What I am trying to convey is the confusion of a lifelong relationship. I needed to find a centre to knowledge so wide yet superficial and a treatment which could contrive to be comprehensive without falling into the jejune. I could only see that the cohesive element would have to be my own individual experience and the impact of disparate and dissimilar phenomena on my particular sensibility.
My head was warm, not to say hot. Huddled under my heap of clothing, with one star glittering past the curtain, I lay, feeling that if anything, my head was now steaming. I had an illogical feeling that something had been accomplished. I must have slept.
2
I surfaced – probably from sleep though I couldn’t be sure at the time – at about a quarter to six. It was still dark outside and cold. I looked out. Strange! There were robed people about, some in boats, some on the ban
k but no one was moving. The water was so flat that the current was not visible. The stillness of the scene was such that the figures of robed men seemed to brood as if contemplating some inevitable and awful tragedy before which movement and noise were useless and irrelevant. Had they, I asked myself, sat, crouched, leaned or stood thus all night?
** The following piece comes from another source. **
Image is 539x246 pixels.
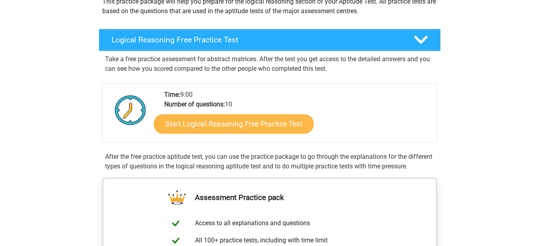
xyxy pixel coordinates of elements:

Were they – were we since the night had left me diminished – like lizards, which require the sun’s warmth before their muscles can operate? I watched them as the dawn lightened swiftly and the faintest trace of mist drew away from the water. A fisherman was crouched in his rowing boat, his ridiculous oars (two unshaped baulks of timber) lying idle along the thwarts, his head closely wrapped against the chill of dawn. He was moored only ten yards from us. He never moved, wrapped elaborately in a thick galabia. It was as if the night was a time for grief from which men had to recover daily.
The east lightened all at once. A woman crept out of a house with a tin water vessel on her head. She came slowly down the mud bank and the tin flashed as the first grain of the sun struck it. The fisherman lifted his head. Figures began to move on the bank. It was theatrical in that it led from the first tableau of grief to the common preoccupations of day in two minutes flat. A woman led a donkey. The fisherman shipped his ridiculous oars and rowed slow strokes. Two men spread their robes and squatted by the water. The rising sun grabbed the hill of straw and at once turned it to the gold woven for the girl in the fairy story. The pigeons started to peck, the rats to rustle. A big sailing boat, her torn sails wrinkled like ancient skin, came with a just perceptible movement as the current brought her towards us. She was empty, going north. A smaller boat stood south towards us but did little more than stem the current. She was loaded deep with raw, red brick and seemed to have no more than six inches of freeboard.